A problem is also that both anti-vaxxers and climate change deniers have a tendency to interpret any nuanced discussion as proof that the expert don't know either and therefore it's all a lie. It's an incredibly destructive attitude to any honest discourse.
But you can't negate the fact that we have also been told a lot of bullshit. I remember the same speech in Jan 2022 where the health minister of France explained that covid was dangerous for children and therefore they will mandate vaccinating children, immediately followed by the minister of education explaining that covid isn't dangerous for children, that the number of children hospitalised for covid is less than for rare diseases, and therefore they will keep schools open during the covid wave.
That's exactly my point: if you demand that people only speak absolute truths and take any disagreement as a sign that people are intentionally lying, then you're killing any honest constructive discussion.
Clearly there was a disagreement about the danger it posed to children, and perhaps more importantly: the danger that infected children would pose for the adults around them. Because that's another frequently ignored issue: vaccination is not just about protecting the individual, but about protecting the community.
But that disagreement doesn't mean that someone is lying, and it certainly doesn't mean that everything is bullshit. It means that people disagree. And with a very new disease, that shouldn't really be a surprise to anyone. Now there was clearly also a lot of misinformation from various sources, including sometimes governments, but the only way to deal with that and figure out what's what is honest, open discussion by people who know what they're talking about.
Stop demanding absolutely truths about things we cannot yet know, and instead try to think constructively about what would be the best thing to do considering the lack of information we have to deal with.
And what's bullshit about that? Did you expect French politicians to be all-knowing robots who can never be wrong?
This sounds like a run-of-the-mill political debate that hopefully in the end was decided on the basis of an expert panel. (And no, of course, medical experts are also not infallible. I don't think we have investigated a disease and responded to it as fast as to this one ever before in the history of mankind, so there were bound to be made some wrong or misleading hypotheses.)

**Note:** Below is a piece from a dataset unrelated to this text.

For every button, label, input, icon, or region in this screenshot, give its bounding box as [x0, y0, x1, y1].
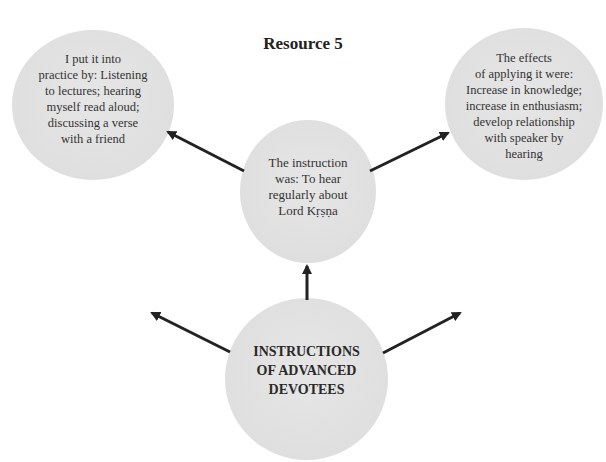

>> Did you expect French politicians to be all-knowing robots who can never be wrong?
I would expect government members making decisions to consult expert virologists/epidemiologists first. The fact that they can make two contradictory statements means that either they did not consult any experts, or they consulted different experts, which means there is no consensus among experts on the topic.
Incorrect logic. One of the French politicians could have consulted experts and the other one might not, for instance. That's not uncommon. In other countries that happened all the time, think about Donald Trump musing about injecting bleach to kill the virus. Personally, I'd vote for the politicians who follow expert advise in such matters.